Bitcoin’s 3% decline in 2025 while the S&P 500 soared 16% marks a historic divergence, the first time since 2014 that the world’s largest cryptocurrency has underperformed equities during a substantial market rally.

This decoupling highlights a major crack in the institutional-adoption story that fueled so much crypto optimism going into 2025.

Spot Bitcoin ETF approvals, clearer rules under the Trump administration, and expectations of a dovish Fed were all supposed to open the floodgates for institutional money, but that surge never truly arrived.

Instead, mega-cap tech stocks and AI-driven equities captured nearly all the flows, leaving Bitcoin marooned in a consolidation pattern that has tested the patience of even hardened crypto believers.​

The broken thesis: Why institutional money went elsewhere

When the SEC approved spot Bitcoin ETFs in January 2024, crypto evangelists proclaimed a watershed moment.

BlackRock’s IBIT ETF alone pulled in $50 billion within months, and Bitcoin surged on expectations that endowments, pension funds, and asset managers would treat digital assets as core portfolio holdings.

By Q1 2025, institutional Bitcoin ETF holdings hit $21.2 billion: real, meaningful allocation from serious money.​

But here’s what actually happened: institutional capital flowed into familiar territory.
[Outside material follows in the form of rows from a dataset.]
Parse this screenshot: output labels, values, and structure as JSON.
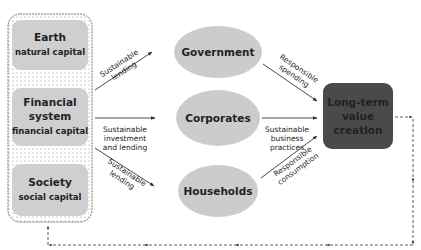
{
  "capitals": [
    {
      "title": "Earth",
      "subtitle": "natural capital"
    },
    {
      "title_line1": "Financial",
      "title_line2": "system",
      "subtitle": "financial capital"
    },
    {
      "title": "Society",
      "subtitle": "social capital"
    }
  ],
  "actors": [
    {
      "label": "Government"
    },
    {
      "label": "Corporates"
    },
    {
      "label": "Households"
    }
  ],
  "outcome": {
    "line1": "Long-term",
    "line2": "value",
    "line3": "creation"
  },
  "flows_in": [
    {
      "line1": "Sustainable",
      "line2": "lending"
    },
    {
      "line1": "Sustainable",
      "line2": "investment",
      "line3": "and lending"
    },
    {
      "line1": "Sustainable",
      "line2": "lending"
    }
  ],
  "flows_out": [
    {
      "line1": "Responsible",
      "line2": "spending"
    },
    {
      "line1": "Sustainable",
      "line2": "business",
      "line3": "practices"
    },
    {
      "line1": "Responsible",
      "line2": "consumption"
    }
  ],
  "colors": {
    "capital_box": "#cfcfcf",
    "actor_ellipse": "#cccccc",
    "outcome_box": "#4a4a4a",
    "outcome_text": "#ffffff",
    "line": "#333333"
  }
}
Nvidia gained 32% this year. Meta rallied on AI enthusiasm.

Magnificent Seven dominance crowded out alternative assets.

Bitcoin’s short-squeeze mentality and high volatility, traits that appeal to retail traders, proved less attractive to fiduciaries building long-term portfolios.

Goldman Sachs observed the brutal asymmetry: Bitcoin sees smaller gains when equities rally but steeper losses when they fall, making it a poor portfolio complement to stocks.​

The Trump administration’s pro-crypto rhetoric, which many expected would unlock institutional tailwinds, hasn’t materialized into sustained buying pressure.
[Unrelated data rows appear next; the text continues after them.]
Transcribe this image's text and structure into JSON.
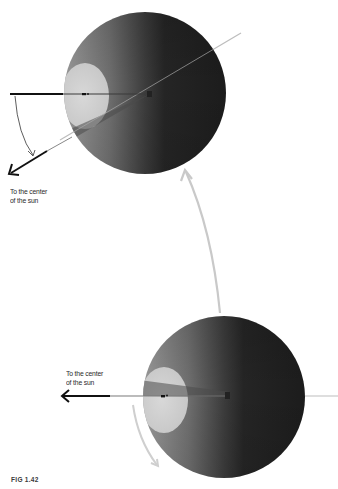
{
  "figure": {
    "caption": "FIG 1.42",
    "colors": {
      "sphere_light": "#8e8e8e",
      "sphere_dark": "#1e1e1e",
      "lit_disc": "#d3d3d3",
      "axis_line": "#c0c0c0",
      "orbit_arrow": "#c8c8c8",
      "sun_arrow": "#111111"
    },
    "top_sphere": {
      "sun_label_line1": "To the center",
      "sun_label_line2": "of the sun"
    },
    "bottom_sphere": {
      "sun_label_line1": "To the center",
      "sun_label_line2": "of the sun"
    }
  }
}
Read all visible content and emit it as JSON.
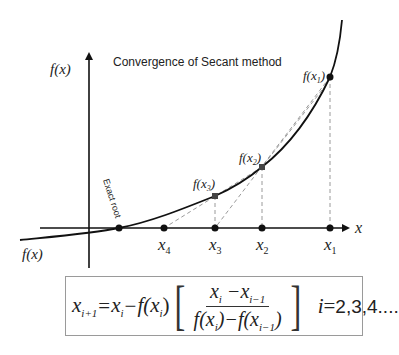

Regulatory clarity is nice, but it doesn’t override capital allocation decisions.

When the S&P 500 offers 16% returns powered by tangible AI productivity gains and earnings growth, fiduciaries ask themselves: why hold a volatile, macroeconomically sensitive asset that generates no cash flow?​

Bitcoin as a macro asset, not a growth play

Recent analysis from Nansen and other on-chain researchers reveals a hard truth: Bitcoin no longer trades on its four-year halving cycle narrative.

Instead, it behaves like a macro asset embedded in institutional portfolios, responding primarily to liquidity conditions, dollar dynamics, and interest rate expectations.​

This explains the 2025 puzzle. Equity investors enjoyed a “risk-on” environment anchored to AI productivity and soft-landing scenarios.
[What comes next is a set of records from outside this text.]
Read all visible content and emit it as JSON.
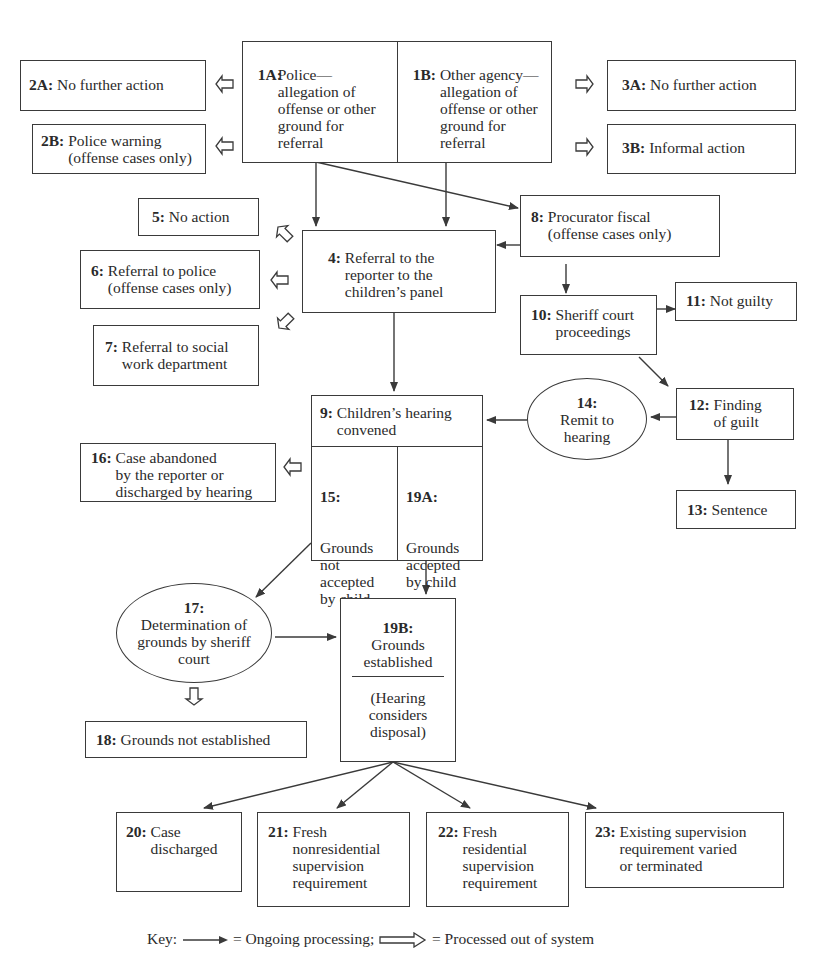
{
  "nodes": {
    "n1A": {
      "id": "1A:",
      "text": "Police—\nallegation of\noffense or other\nground for\nreferral"
    },
    "n1B": {
      "id": "1B:",
      "text": "Other agency—\nallegation of\noffense or other\nground for\nreferral"
    },
    "n2A": {
      "id": "2A:",
      "text": "No further action"
    },
    "n2B": {
      "id": "2B:",
      "text": "Police warning\n(offense cases only)"
    },
    "n3A": {
      "id": "3A:",
      "text": "No further action"
    },
    "n3B": {
      "id": "3B:",
      "text": "Informal action"
    },
    "n4": {
      "id": "4:",
      "text": "Referral to the\nreporter to the\nchildren’s panel"
    },
    "n5": {
      "id": "5:",
      "text": "No action"
    },
    "n6": {
      "id": "6:",
      "text": "Referral to police\n(offense cases only)"
    },
    "n7": {
      "id": "7:",
      "text": "Referral to social\nwork department"
    },
    "n8": {
      "id": "8:",
      "text": "Procurator fiscal\n(offense cases only)"
    },
    "n9": {
      "id": "9:",
      "text": "Children’s hearing\nconvened"
    },
    "n10": {
      "id": "10:",
      "text": "Sheriff court\nproceedings"
    },
    "n11": {
      "id": "11:",
      "text": "Not guilty"
    },
    "n12": {
      "id": "12:",
      "text": "Finding\nof guilt"
    },
    "n13": {
      "id": "13:",
      "text": "Sentence"
    },
    "n14": {
      "id": "14:",
      "text": "Remit to\nhearing"
    },
    "n15": {
      "id": "15:",
      "text": "Grounds\nnot\naccepted\nby child"
    },
    "n16": {
      "id": "16:",
      "text": "Case abandoned\nby the reporter or\ndischarged by hearing"
    },
    "n17": {
      "id": "17:",
      "text": "Determination of\ngrounds by sheriff\ncourt"
    },
    "n18": {
      "id": "18:",
      "text": "Grounds not established"
    },
    "n19A": {
      "id": "19A:",
      "text": "Grounds\naccepted\nby child"
    },
    "n19B": {
      "id": "19B:",
      "text": "Grounds\nestablished",
      "subtext": "(Hearing\nconsiders\ndisposal)"
    },
    "n20": {
      "id": "20:",
      "text": "Case\ndischarged"
    },
    "n21": {
      "id": "21:",
      "text": "Fresh\nnonresidential\nsupervision\nrequirement"
    },
    "n22": {
      "id": "22:",
      "text": "Fresh\nresidential\nsupervision\nrequirement"
    },
    "n23": {
      "id": "23:",
      "text": "Existing supervision\nrequirement varied\nor terminated"
    }
  },
  "key": {
    "label": "Key:",
    "ongoing": "= Ongoing processing;",
    "out": "= Processed out of system"
  },
  "colors": {
    "line": "#3a3a3a",
    "text": "#2a2a2a",
    "background": "#ffffff"
  }
}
Bitcoin traders faced a liquidity squeeze, exacerbated by the US government shutdown and tightening funding conditions, that triggered long liquidations and profit-taking from early holders.

A 25% pullback from October highs created a technical “death cross,” a bearish signal traditionally associated with capitulation lows. But the rebound failed.​

Bitcoin’s institutional adoption story assumed that regulatory clarity and ETF access would drive sustained buying.

Instead, 2025 proved that institutions allocate capital based on return expectations and portfolio fit, not ideology.

Bitcoin’s lack of cash-flow generation, structural sensitivity to macro liquidity, and inability to outperform equities during a risk-on cycle have exposed a gap between the bull case and reality.

Until Bitcoin demonstrates either genuine economic use cases generating revenue or clear superiority as a macro hedge, expect continued underperformance relative to equity upside.